Yet Another Entry in My Series of Poorly-Considered and Ill-Advised Bullet-Point Thoughts
On OS X Lion
- I haven’t installed Lion yet owing to an out-of-date backup. I’m waiting on a hard drive from NewEgg before I tempt fate.
- Think of the new default scrolling direction as “I want to push the content this way”. It makes more sense.
- Many of the transitionary changes in Lion (scrolling direction, dock indicators, scrollbars) all have ways to revert to the functionality of prior OS X releases. This is an odd choice for Apple, as they tend to make changes that they view as improvements, leaving in the dust people used to the legacy methods.
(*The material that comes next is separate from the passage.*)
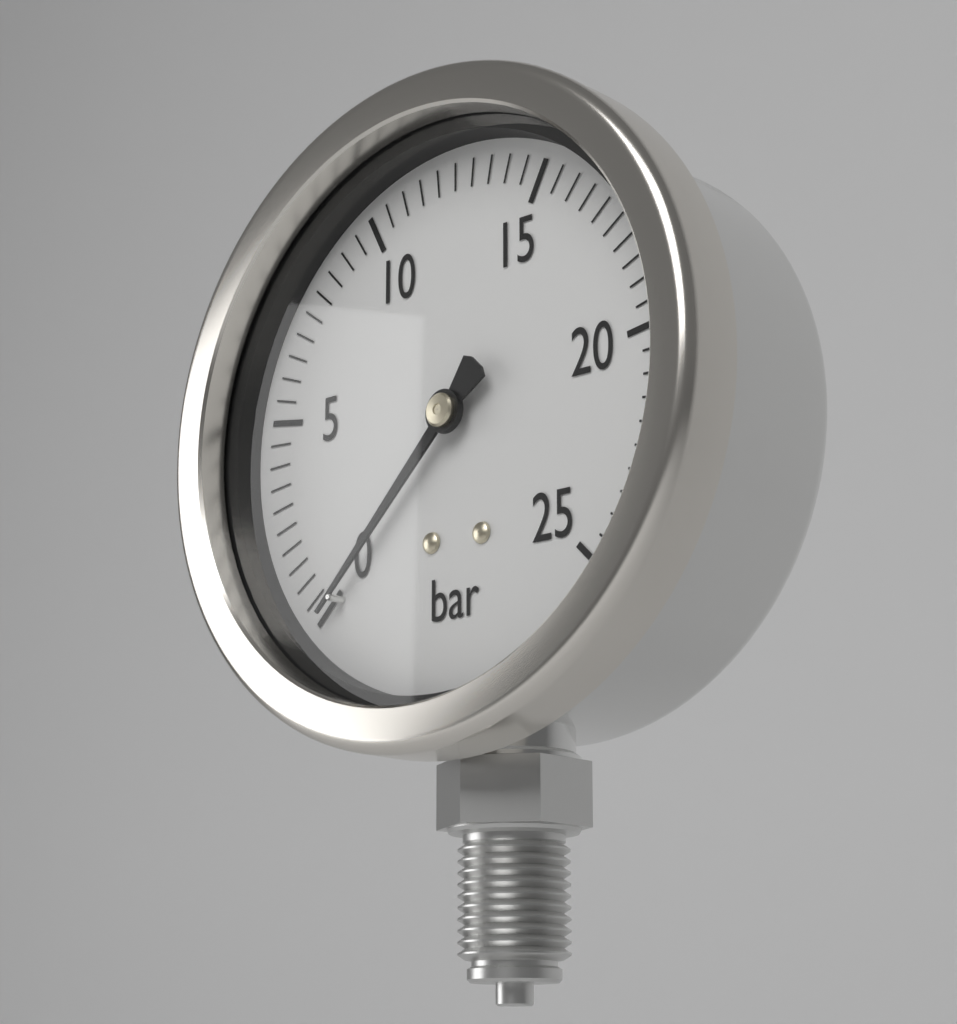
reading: 0.0 bar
- The new login screen is bordering on hideous, but the unlock screen (which uses the user’s desktop picture instead of the ubiquitous linen pattern) is beautiful.
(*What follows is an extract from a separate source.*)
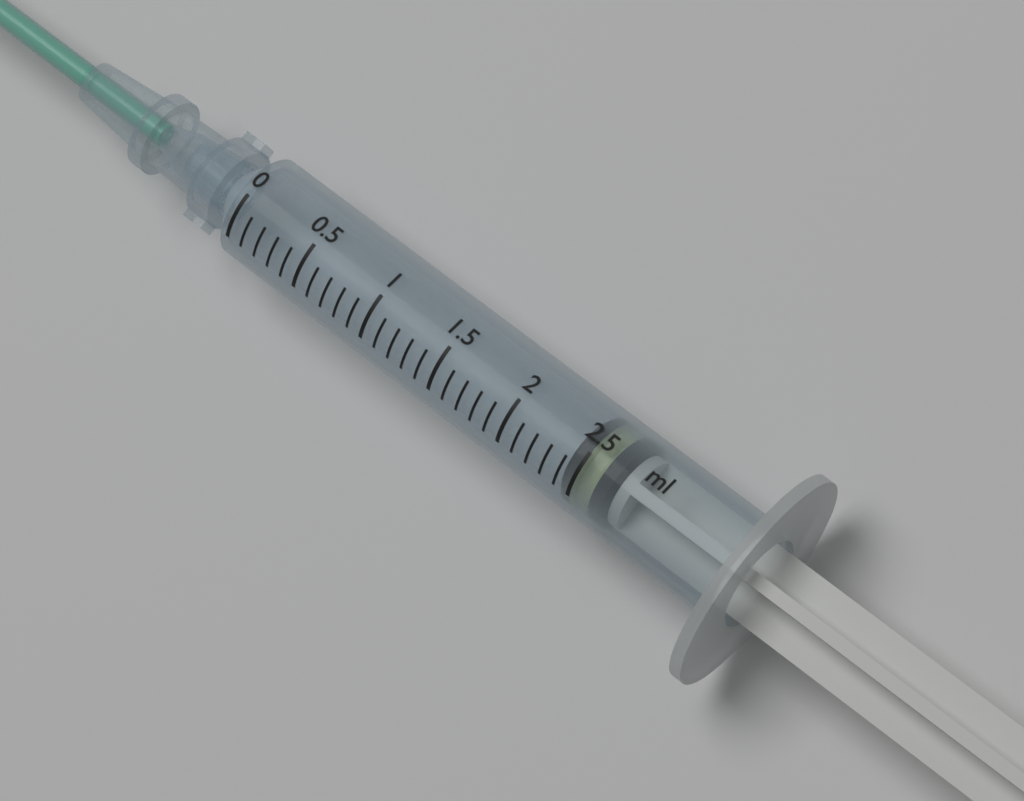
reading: 2.4 ml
- I dislike the new iCal for how horrible the faux leather texture looks, but I dislike Address Book even more. It doesn’t resemble any real address book I’ve ever seen. It’s a usability nightmare. The stack of pages on either side never changes, the hanging bookmark is a button to show groups (as one would, of course, expect), and one can’t actually flip through the “book”.
On Google+
- Google+ is an odd rethinking of the typical user privacy model. Usually, person A requests permission to see person B’s information. Person B can accept or deny this request. On Google+, it’s almost the inverse. Person A adds person B to their whitelist, and person B gets a notification that person A is now sharing their content. Person B can choose to share their content with person A or not, but person B can now view person A’s content without requesting it.